Something danced in his light brown eyes as he spoke. I hated it. “Have you considered migration patterns? Pansies arepeople. People are animals. So are dolphins. There’s less now than last week. It’s getting hotter. Bodies decay in heat.”
“Duh,” Reina chimed in with an exaggerated nod, jerking forward at the statement. “The decay is still slower than what you’d expect from you and me on the way to the afterlife, since they aren’t, like, actually dead, though.”
“Following. But, hear me out Ms. Scientist andSeer, what’s the typical behavior of a pod of dolphins?”
“Um, they’re smart as heck. Complex communication patterns, coordinated group movements in both hunting and migration …” Reina’s voice trailed off and her eyes glistened in distant thought.
Tomás sighed impatiently, sliding across the room on the wheeled chair and reached for the report. “And the Pansies are doing what …”
“Well hot damn.” Reina muttered. “They’re following the food source.”
“Who’s name is on that report?”
I shrugged and met his stare. It was unsettling, as though he was seeing through you but not in the creepy, cloudy way those around me described my gaze. Tomás watched people, as though their secrets were an open book to him, and he found humor in that. “Everything’s blending together at this point. I’m not even checking unless I see something significant enough to set aside.”
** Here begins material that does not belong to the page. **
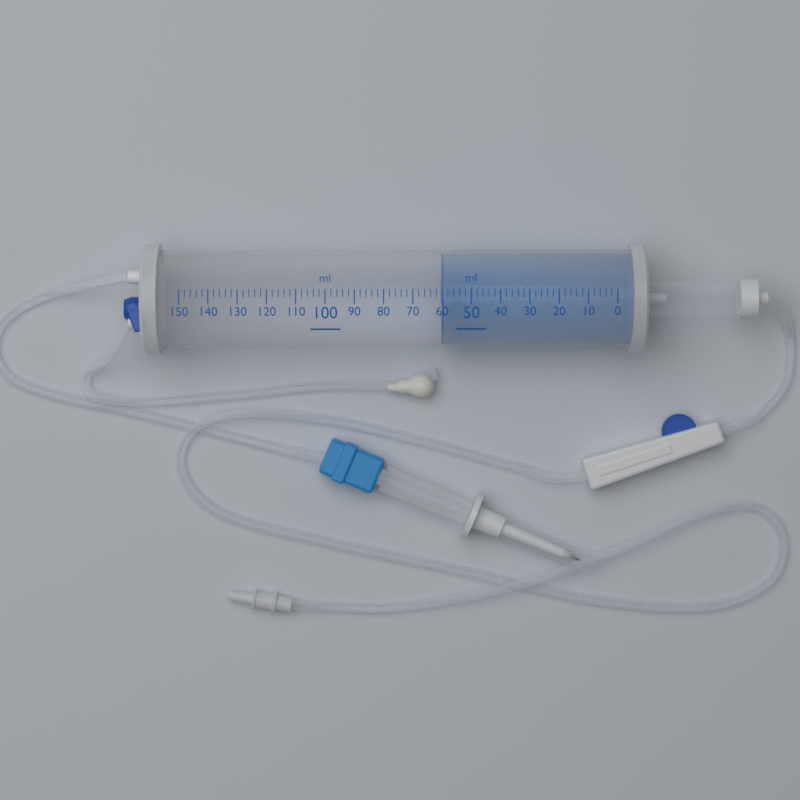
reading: 60 ml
“That doesn’t seem helpful.” He teased.
I scoffed, tossing my hair over my shoulder. “And what do you do around here again?”
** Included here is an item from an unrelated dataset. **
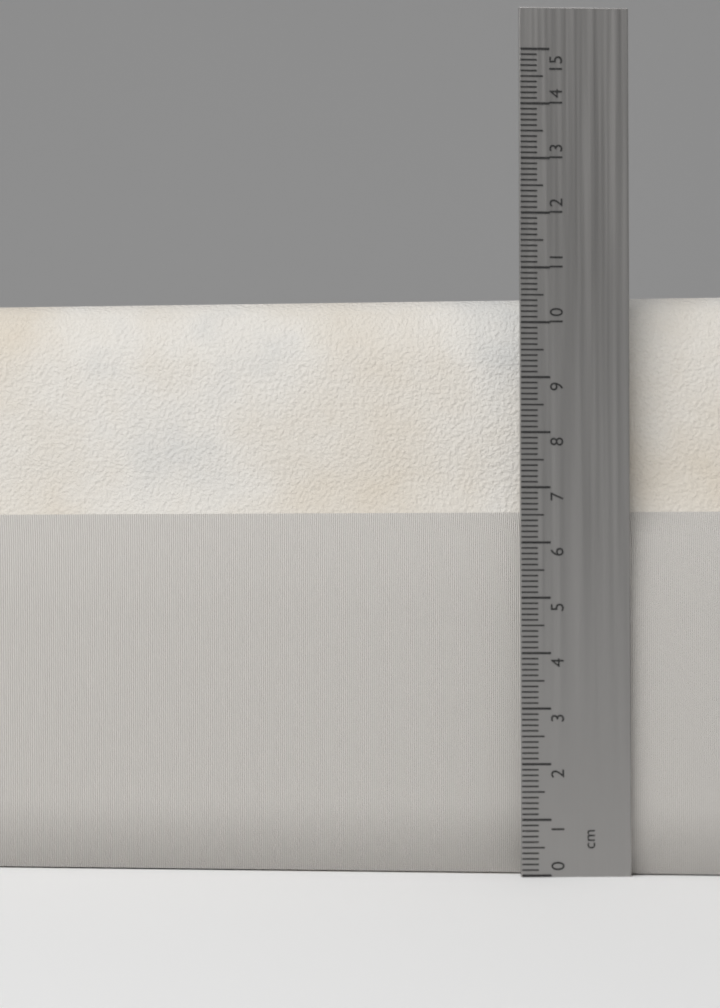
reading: 10.6 cm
“What I do here is irrelevant to my po?—”
“Oh brother.” I groaned and rolled my eyes. “Reina, whoever it is, we need to go talk to them. Now.”
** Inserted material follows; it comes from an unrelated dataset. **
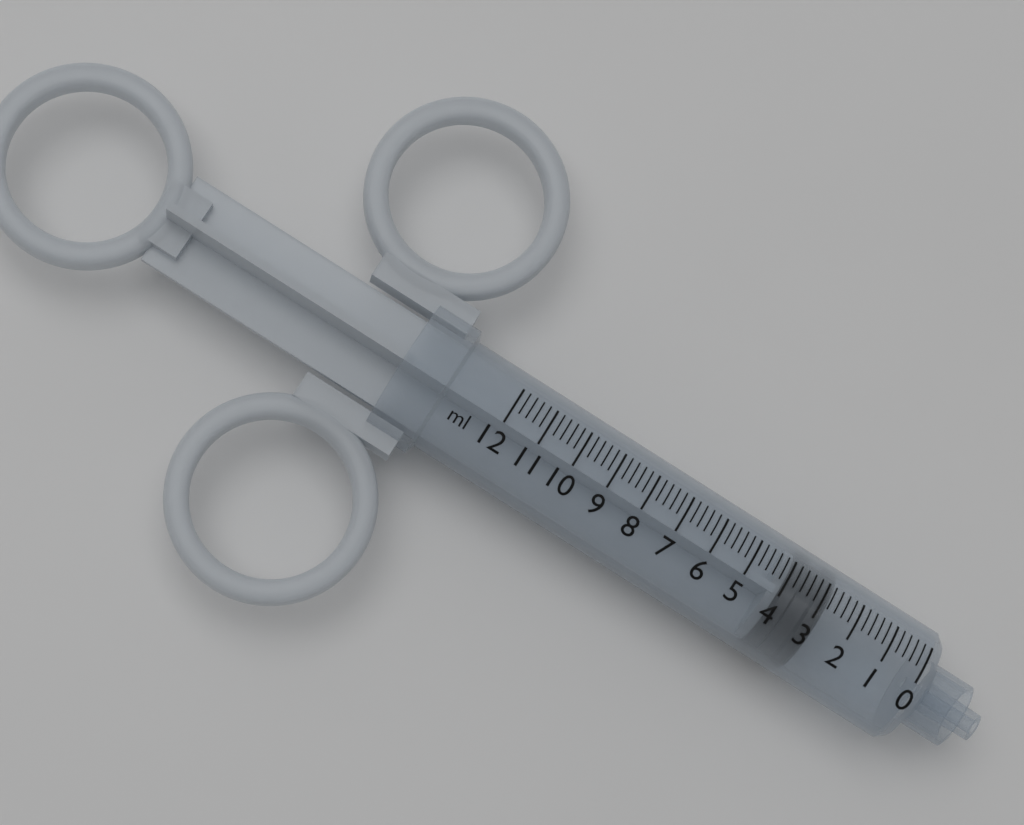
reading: 2.8 ml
Mischief decorated Reina’s sharp features as she ruffled through the stack of interview papers in front of me. Her cheerful tone was a sickening giveaway that she was about to putme through hell and enjoy every second of it. “Sure, you lead though, since there’s a good chance they’ll tell you everything and then some.”
I glanced down at the page she set before me. Tomás inched forward, his eyes narrowing. “You know him or something?”
It was Hal’s interview. And we didn’t have to go far to get more information. Down the hall and around the corner in fact. My old quarters. I’d avoided him as much as possible. If it weren’t for Emma, we’d be no contact for sure. His wife, my fallen friend, Laurel dying hadn’t made us like each other all the same. Instead, we operated in a sense of understanding and respect for all the shit we’d been through since we last resided in the same space. Sometimes trauma bonds you. Other times, you couldn’t help but have a desperate urge to get further apart.
We both grieved too much. If we were left alone together, I feared we’d stay in a pit of each other’s sorrow and depression forever. Ergo the kids and my family. If we drowned ourselves in other things, then we could both pretend this was how life was meant to be. There was no alternative to this. Shit happened, and you dealt with the hand you were given. The universe worked however the fuck it wanted to, and we were all victims of the whims and wind in which it took us.
For those reasons alone I was glad to have left them my quarters. I didn’t want to go back. Riley’s old place with Abel felt good … it felt better. A place to start over. Again. Or deal with the time I had left.
If I wanted to talk to Hal though, there was only one place we could find him at this time of day. And it was the last place I wanted to be.